Objective: Each student or group of students will be able to recognize and experience the inspirational value of nature.
Method: Students go outside to imagine themselves as an animal, plant or part of nature and then write poems.
Background: Poetry is an art form, accessible to every student in some way. A poem is an organized way of expressing insight through language. Meter and rhyme combine as one kind of poetry. People have others including song and free verse. The major purpose of this activity is for students to experience nature as the inspiration for a poem—and to successfully write the poem!
Materials: Writing materials
Procedure:
Adapted from: PROJECT WILD (Secondary Activity Guide), Western Association of Fish and Wildlife Agencies and the Western Regional Environmental Education Council, 1983.
Method: Students go outside to imagine themselves as an animal, plant or part of nature and then write poems.
Background: Poetry is an art form, accessible to every student in some way. A poem is an organized way of expressing insight through language. Meter and rhyme combine as one kind of poetry. People have others including song and free verse. The major purpose of this activity is for students to experience nature as the inspiration for a poem—and to successfully write the poem!
Materials: Writing materials
Procedure:
- Everyone can be a poet, at least to some extent—and yet lots of people think any kind of poetic expression is beyond their capacities. This activity is designed for every student—or group of students to create a poem.
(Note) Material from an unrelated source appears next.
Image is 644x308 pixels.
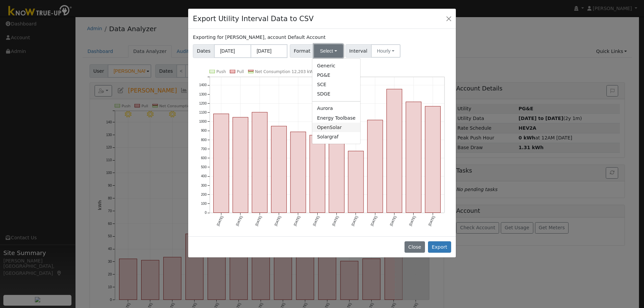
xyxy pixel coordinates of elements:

- Think of a pleasant setting at Outdoor School, a wooded area or other natural environment. Ask everyone to close their eyes and for a few minutes imagine they are that plant, animal or object in the natural environment. With their eyes closed, you can guide their imagining process with a few words—or simply leave this process to the students on their own.
- Ask students to write a short poem about their object or animal. Poems can be free verse or rhyming. Cinquain and haiku are interesting forms. (Handouts have been included in this book so you can give each student an example of cinquain and haiku. Students can then try and write their own cinquain or haiku.)
- Or, do a group poem. Everyone thinks about the same object or animal. Each person contributes one word. One or more students or the instructor can put all the words together to form the poem. NOTE: Students can imagine they "are" their animal or object, without giving the object or animal human emotions and falling into the point of view which concerns many scientists, called anthropomorphism.
- The completed poems can be typed or printed neatly—and then displayed with a photograph or black and white pen and ink drawing of the subject.
- Select an animal habitat. Write one word that describes the animal you have chosen. On the next line write two words that describe what you look like. On the next line, write three words that describe how you move or where you live. On the next line write two words about how you contribute to the ecosystem where you live, or how you live. On the last line, write another word that describes who you are.
Adapted from: PROJECT WILD (Secondary Activity Guide), Western Association of Fish and Wildlife Agencies and the Western Regional Environmental Education Council, 1983.